** Records provided **
....

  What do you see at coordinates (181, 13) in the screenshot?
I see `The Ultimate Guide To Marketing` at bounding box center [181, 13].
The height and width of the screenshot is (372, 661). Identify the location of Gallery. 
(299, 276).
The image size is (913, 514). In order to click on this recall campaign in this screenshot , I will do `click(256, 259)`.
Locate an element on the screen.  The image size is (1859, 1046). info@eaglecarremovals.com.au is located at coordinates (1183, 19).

....

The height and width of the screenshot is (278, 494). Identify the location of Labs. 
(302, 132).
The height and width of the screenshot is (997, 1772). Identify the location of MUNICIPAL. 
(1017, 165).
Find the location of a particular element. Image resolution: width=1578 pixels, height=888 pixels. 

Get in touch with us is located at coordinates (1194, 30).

....

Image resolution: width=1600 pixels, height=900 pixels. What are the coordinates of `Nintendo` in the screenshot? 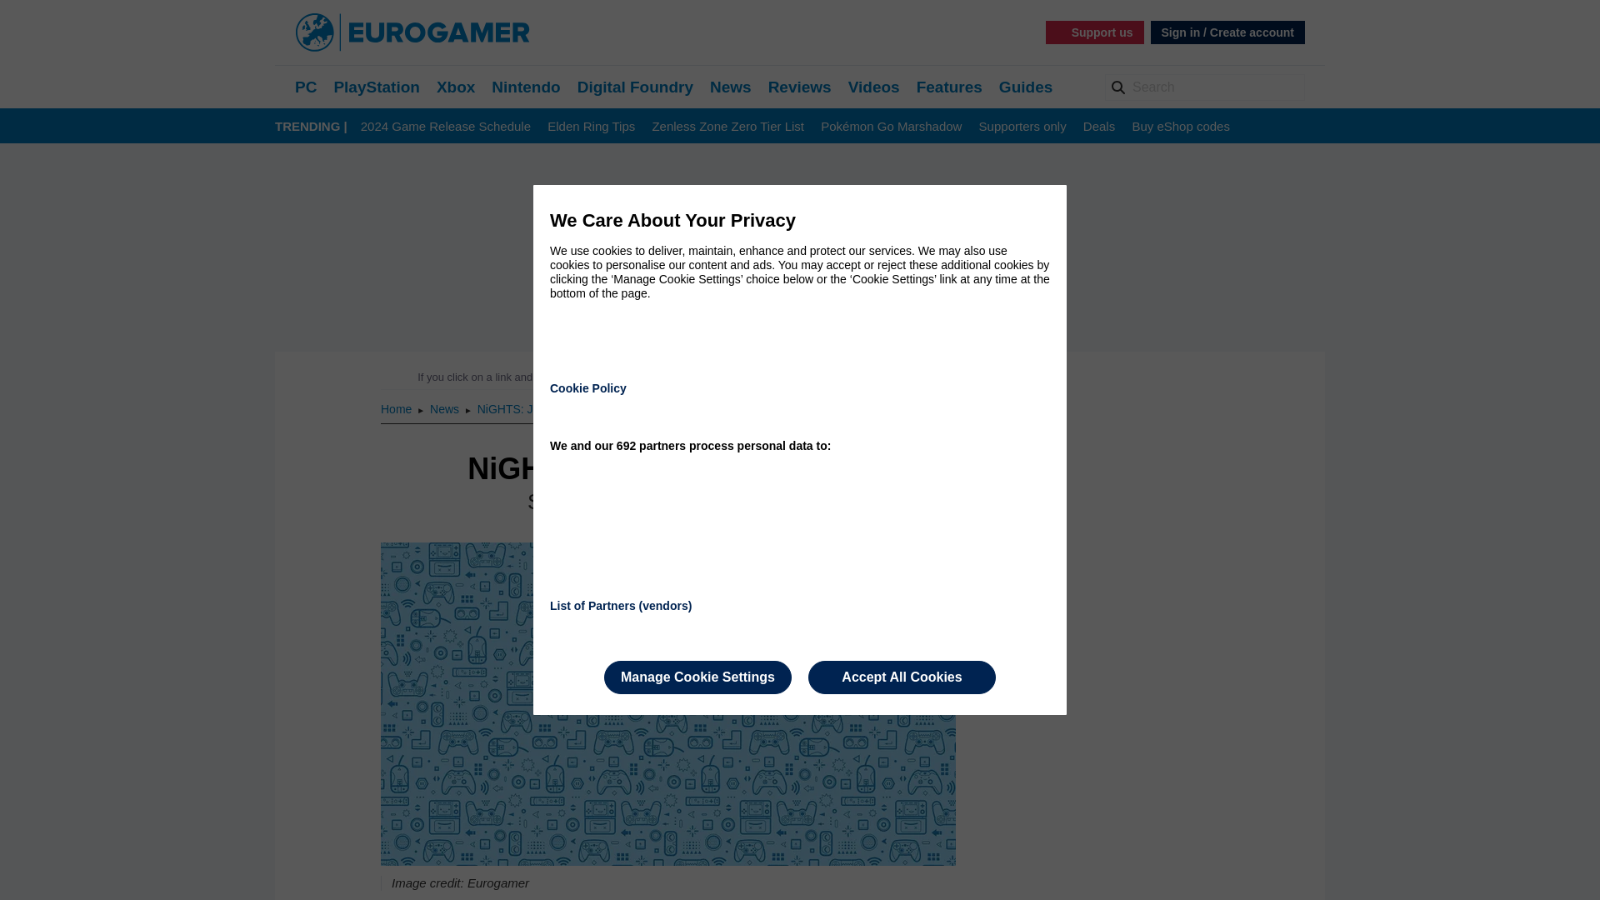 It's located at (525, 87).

....

A complete answer reproduces every line of the records in which the word "size" occurs.

The image size is (913, 514). In order to click on this recall campaign in this screenshot , I will do `click(256, 259)`.
Locate an element on the screen.  The image size is (1859, 1046). info@eaglecarremovals.com.au is located at coordinates (1183, 19).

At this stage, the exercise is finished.